A Quote by Mark Bradford

I don't know why we, in the art world, cannot unpack things and sort of make hybrid notions of a practice. We're very rigid. It's funny, though; in music, we have no problem sampling, mixing and remixing. But in the art world, why can't we take little parts of history and mix it together?
The history of art is not just the history of artists; it is also the history of the people who viewed art. And that wider perspective can help us see some of the reasons why the art of the ancient world should still matter to us.
But you know in the contemporary art world, you pose a very interesting conundrum. All sorts of people collect very contemporary art, yet when it comes to the music which is analogous to that sort of art, they are not interested, or perhaps even hostile.
I think that the audience intuitively understands the idea of sampling and remixing stories. That's why electronic music is global.
Growing up in the '70s and '80s when my dad had an art gallery, one of the things that frustrated me was the world seemed so tiny, and to appreciate contemporary art, you needed a history of art, a formal education. I was more interested in the people, and that's why I went into the movie business in the first place.
The art world is a bit smaller than the music world, and the music world is a bit smaller than the cinema world. But the art world is pretty tight even though the biggest thing that's happened to it is the auctions, which are the only reason people on the outside know anything about it.
The whole point of art, as far as I’m concerned, is that art doesn’t make any difference. And that’s why it’s important. Take film: you can have quite extreme emotional experiences watching a movie, but they stop as soon as you walk out of the cinema. You can see people being hurt, but even though you feel those things strongly, you know they’re not real.
There were so many great teachers that had so much to offer. The idea of being rigid, why would you do that? People have their things, but why be rigid with any education when you can take things from here and take things from there?
I think one of the things that I took from Mel [Bochner] specifically was his ability to look at oneself and one's relationship to the history of art and the practice of art at arm's length, the ability to sort of clinically and coldly remove oneself from the picture and to see it simply as a set of rules, habits, systems, moving parts.
It became a question of taste. I have a certain taste in art history. And that - I had a huge library of art history books in my studio. And I would simply have the models go through those books with me, and we began a conversation about, like, what painting means, why we do it, why people care about it why or how it can mean or make sense today.
A big part of making music is the discovery aspect, is the surprise aspect. That's why I think I'll always love sampling. Because it involves combining the music fandom: collecting, searching, discovering music history, and artifacts of recording that you may not have known existed and you just kind of unlock parts of your brain, you know?
It's the mix of the trivial and the great events that make up history. It's the low things about high people that make it fascinating, and that's why it would be a shame to exclude the trivial things. That mixing up is not just at the heart of history. It's at the heart of how to live a great life.
But the idea of taking things and mixing them together is what I do in my music. I take hip-hop, R&B, pop, dance, funk and soul and mix it all together to get my own sound.
The boundaries between contemporary art and cinema are so rigid. It's unbelievable. The film critics don't know my artwork and the art world doesn't know my films.
We need to make sure that there's art in the school. Why? Why should art be in the school? Because if art isn't in a school, then a guy like Steve Jobs doesn't get a chance to really express himself because in order for art to meet technology, you need art.
I love art, and I love history, but it is living art and living history that I love. It is in the interest of living art and living history that I oppose so-called restoration. What history can there be in a building bedaubed with ornament, which cannot at the best be anything but a hopeless and lifeless imitation of the hope and vigor of the earlier world?
Fine-art photography is a very small world associated with galleries, museums, and university art programs. It's not like rock music; the products of this world have never been widely seen because the artists are often exploring things that are not already coded in general consciousness. It's not that photographers don't want to be famous, it's just that very few of the views from the edges of culture make the mainstream. Ansel Adams was an exception.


## Exercise aim
Report only the number of lines in the entries below that hold the word "japan".

## Provided information

*** Begin section ***

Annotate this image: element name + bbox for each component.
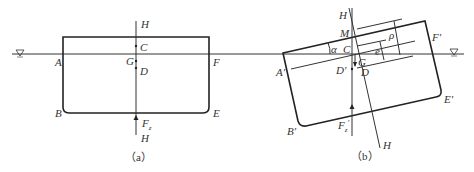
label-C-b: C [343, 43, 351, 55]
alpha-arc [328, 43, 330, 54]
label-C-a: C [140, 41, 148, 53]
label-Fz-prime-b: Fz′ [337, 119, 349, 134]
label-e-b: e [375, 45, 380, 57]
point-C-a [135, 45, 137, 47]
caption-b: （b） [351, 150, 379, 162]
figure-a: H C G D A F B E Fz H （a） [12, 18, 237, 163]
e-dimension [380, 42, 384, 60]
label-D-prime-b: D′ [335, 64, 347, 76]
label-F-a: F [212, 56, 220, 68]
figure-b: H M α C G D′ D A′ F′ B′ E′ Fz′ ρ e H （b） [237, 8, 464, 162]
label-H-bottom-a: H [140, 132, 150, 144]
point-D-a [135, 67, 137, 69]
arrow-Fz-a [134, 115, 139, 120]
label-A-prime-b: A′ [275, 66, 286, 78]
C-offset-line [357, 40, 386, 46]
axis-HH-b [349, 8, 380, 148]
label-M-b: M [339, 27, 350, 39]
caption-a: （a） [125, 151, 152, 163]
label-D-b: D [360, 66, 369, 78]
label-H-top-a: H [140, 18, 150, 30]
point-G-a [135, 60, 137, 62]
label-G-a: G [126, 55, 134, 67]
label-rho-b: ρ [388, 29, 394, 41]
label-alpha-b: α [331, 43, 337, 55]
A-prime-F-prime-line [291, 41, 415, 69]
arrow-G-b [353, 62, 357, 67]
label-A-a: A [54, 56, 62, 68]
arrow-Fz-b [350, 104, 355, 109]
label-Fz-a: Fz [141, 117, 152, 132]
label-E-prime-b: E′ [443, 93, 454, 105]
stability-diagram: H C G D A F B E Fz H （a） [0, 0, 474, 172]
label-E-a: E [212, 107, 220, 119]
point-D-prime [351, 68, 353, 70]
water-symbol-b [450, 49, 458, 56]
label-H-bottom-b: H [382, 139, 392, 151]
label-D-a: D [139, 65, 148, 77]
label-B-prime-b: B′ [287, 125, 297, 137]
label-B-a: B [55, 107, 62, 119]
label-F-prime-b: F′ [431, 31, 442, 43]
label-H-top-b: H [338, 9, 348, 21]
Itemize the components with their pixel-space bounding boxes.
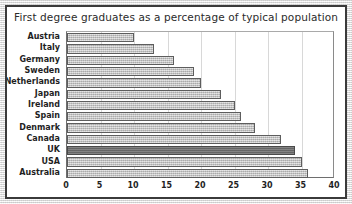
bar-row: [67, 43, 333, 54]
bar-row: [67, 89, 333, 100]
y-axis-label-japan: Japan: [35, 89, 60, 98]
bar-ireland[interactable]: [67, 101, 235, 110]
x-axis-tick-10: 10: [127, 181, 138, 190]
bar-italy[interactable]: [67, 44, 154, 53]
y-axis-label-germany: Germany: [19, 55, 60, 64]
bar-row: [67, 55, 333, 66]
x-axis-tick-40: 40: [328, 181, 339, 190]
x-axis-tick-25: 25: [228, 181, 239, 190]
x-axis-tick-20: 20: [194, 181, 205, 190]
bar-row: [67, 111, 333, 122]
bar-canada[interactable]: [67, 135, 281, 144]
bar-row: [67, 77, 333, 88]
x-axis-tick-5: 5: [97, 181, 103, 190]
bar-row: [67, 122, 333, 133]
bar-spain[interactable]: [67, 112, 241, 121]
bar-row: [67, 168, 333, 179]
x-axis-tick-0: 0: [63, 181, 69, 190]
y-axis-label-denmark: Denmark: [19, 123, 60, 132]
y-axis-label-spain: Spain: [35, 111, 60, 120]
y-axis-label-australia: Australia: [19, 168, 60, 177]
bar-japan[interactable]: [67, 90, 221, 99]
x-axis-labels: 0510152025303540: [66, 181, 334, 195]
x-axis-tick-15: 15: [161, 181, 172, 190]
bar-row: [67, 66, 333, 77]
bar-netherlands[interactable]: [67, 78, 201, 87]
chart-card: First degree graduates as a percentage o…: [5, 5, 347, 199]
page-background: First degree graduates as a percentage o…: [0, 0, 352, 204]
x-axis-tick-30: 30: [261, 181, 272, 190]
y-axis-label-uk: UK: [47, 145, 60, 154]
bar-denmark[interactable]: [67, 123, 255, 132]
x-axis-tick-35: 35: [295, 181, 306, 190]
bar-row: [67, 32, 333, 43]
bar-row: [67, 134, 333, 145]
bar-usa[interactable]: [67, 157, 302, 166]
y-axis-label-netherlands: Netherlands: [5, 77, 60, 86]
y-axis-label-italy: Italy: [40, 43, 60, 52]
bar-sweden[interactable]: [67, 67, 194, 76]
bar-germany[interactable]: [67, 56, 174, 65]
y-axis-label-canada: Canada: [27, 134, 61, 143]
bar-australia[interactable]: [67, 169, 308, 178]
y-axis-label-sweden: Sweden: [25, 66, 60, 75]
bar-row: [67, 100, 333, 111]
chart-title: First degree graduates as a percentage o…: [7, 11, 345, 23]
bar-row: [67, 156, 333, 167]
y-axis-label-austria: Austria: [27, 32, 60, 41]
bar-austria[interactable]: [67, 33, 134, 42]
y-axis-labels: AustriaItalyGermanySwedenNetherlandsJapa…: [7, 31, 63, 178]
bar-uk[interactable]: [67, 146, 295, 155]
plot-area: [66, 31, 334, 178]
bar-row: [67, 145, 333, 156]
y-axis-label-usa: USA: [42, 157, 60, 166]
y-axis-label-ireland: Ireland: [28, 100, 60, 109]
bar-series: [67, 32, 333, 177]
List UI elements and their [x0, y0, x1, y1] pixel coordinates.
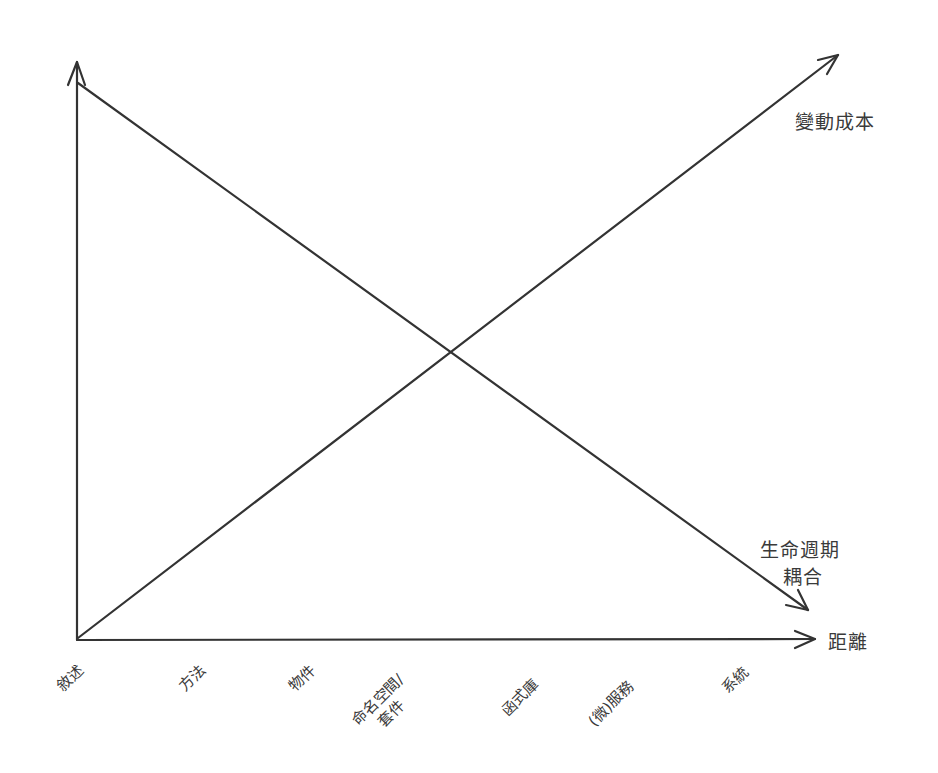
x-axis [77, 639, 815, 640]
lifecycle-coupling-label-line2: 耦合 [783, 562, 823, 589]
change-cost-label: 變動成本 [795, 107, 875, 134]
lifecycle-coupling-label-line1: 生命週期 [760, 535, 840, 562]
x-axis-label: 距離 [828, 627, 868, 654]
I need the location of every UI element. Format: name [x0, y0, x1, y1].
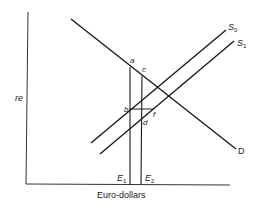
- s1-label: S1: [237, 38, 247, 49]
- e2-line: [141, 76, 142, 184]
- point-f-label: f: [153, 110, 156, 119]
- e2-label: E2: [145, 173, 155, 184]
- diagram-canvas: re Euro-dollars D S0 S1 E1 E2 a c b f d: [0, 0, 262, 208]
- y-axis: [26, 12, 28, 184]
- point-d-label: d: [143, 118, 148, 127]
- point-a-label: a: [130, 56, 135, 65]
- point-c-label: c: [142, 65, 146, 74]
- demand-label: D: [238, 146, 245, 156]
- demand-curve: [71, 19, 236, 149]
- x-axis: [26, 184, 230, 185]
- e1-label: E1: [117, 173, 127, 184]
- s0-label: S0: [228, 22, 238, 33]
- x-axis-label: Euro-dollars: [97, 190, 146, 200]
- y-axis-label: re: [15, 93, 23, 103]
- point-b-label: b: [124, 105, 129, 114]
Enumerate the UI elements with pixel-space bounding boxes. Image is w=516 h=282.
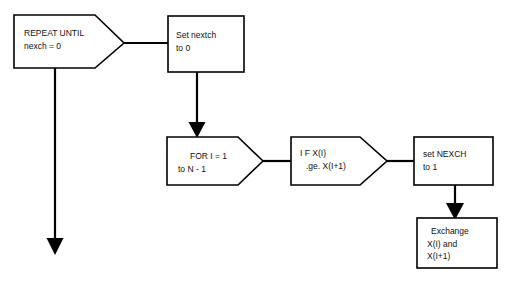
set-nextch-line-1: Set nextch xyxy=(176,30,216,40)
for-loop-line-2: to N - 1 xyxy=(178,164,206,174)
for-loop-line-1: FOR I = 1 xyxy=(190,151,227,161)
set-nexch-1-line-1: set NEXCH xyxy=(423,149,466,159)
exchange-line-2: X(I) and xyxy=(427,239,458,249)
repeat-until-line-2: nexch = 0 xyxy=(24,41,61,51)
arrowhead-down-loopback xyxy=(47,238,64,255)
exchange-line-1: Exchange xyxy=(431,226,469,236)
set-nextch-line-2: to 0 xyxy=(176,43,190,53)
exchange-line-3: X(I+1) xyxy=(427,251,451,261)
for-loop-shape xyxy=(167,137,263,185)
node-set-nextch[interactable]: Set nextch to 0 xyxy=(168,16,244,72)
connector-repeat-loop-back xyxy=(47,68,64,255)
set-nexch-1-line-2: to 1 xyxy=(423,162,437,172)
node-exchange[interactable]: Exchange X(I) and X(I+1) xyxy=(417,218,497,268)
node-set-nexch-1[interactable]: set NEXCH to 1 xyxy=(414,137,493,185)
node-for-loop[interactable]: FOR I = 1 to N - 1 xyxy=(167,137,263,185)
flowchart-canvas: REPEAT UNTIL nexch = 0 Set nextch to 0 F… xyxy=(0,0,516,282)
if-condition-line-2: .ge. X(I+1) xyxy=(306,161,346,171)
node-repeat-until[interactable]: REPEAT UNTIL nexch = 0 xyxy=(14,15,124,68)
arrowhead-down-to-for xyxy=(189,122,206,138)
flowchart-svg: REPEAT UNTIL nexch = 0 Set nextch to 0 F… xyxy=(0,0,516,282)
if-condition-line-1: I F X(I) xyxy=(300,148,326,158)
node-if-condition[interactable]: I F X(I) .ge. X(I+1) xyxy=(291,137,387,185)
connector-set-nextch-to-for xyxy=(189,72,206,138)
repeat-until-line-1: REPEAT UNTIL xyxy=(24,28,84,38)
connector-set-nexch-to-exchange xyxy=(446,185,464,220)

*** End section ***

## Result for this exercise
2